It’s interesting to watch the devolution, or evolution, of language’s written form from alphabetic, back, or perhaps, forward again, to ideogrammatic.
Of course this is Twitspeak, or perhaps Phonespeak. You can only tap so many thumbs per second. And all those awful letters! And that crazy spelling! And then there’s the character limit!
So we have emojis, or whatever you call them. I suppose these are a single Unicode character, instead of five or ten alphabetic ones. So I get it. But this has rendered much electronic communication quite unintelligible to me, because the vocab has developed so fast. It’s like trying to read the hieroglyphics in some Pharaoh’s tomb, if the priests of Osiris just made it up yesterday, the night before the Pharaoh’s funeral. With a beer or two on the table.
There are a few emojis I know. But others are unfamiliar, and others are ambiguous. What does a big red heart mean? “I love you”? “I feel you”? “I agree with you?”
Of course, pre-emoji language is ambiguous too. “You are sooo right.” Enthusiastic agreement, or sarcasm?
Well, languages evolve, and writing systems do too. One of the advantages of the emojiglyph is that it’s international – doesn’t depend on knowing the phonetics or lexicon or odd orthography of English, or French, or whatever. Or Chinese ideograms, or the bewildering variety of Japanese writing.
I suppose a peach, or an eggplant, means the same thing everywhere, these days.
So I don’t want to be “that guy” who’s always bewailing the actual in favor of some (perhaps imaginary) past. At the same time, progress – let’s say this is progress – also always implies loss.
The loss here, I think, is in a kind of flattening-out. The repertoire of emojis is a good deal smaller than the expressive capacity of any real long-evolved human language.
But then perhaps syntax will raise its immemorial head. Perhaps the order in which you put down the emojis will matter. Does the thumbs-up come after or before the heart? In the latter case, you’ve been dumped, dude.
People will no doubt find a way to communicate, as long as there are people, and they have the physical means of communication.
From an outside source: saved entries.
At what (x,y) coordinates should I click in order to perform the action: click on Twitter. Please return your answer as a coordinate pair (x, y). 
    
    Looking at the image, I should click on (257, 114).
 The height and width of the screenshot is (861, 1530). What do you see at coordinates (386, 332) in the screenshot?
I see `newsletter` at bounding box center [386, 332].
Neither of these assumptions seems as firmly founded as one would like, but let’s hope for the best.
Still, I wonder whether emojiland isn’t a reflex of the contemporary moment of neo-liberal and technocratic globalization. That is, something very specific to our present conjuncture. Everybody in the world knows everybody else, but knows him very shallowly.
Many hearts plus laugh(no crying), plus eyes up/finger on mouth, plus...eggplant~!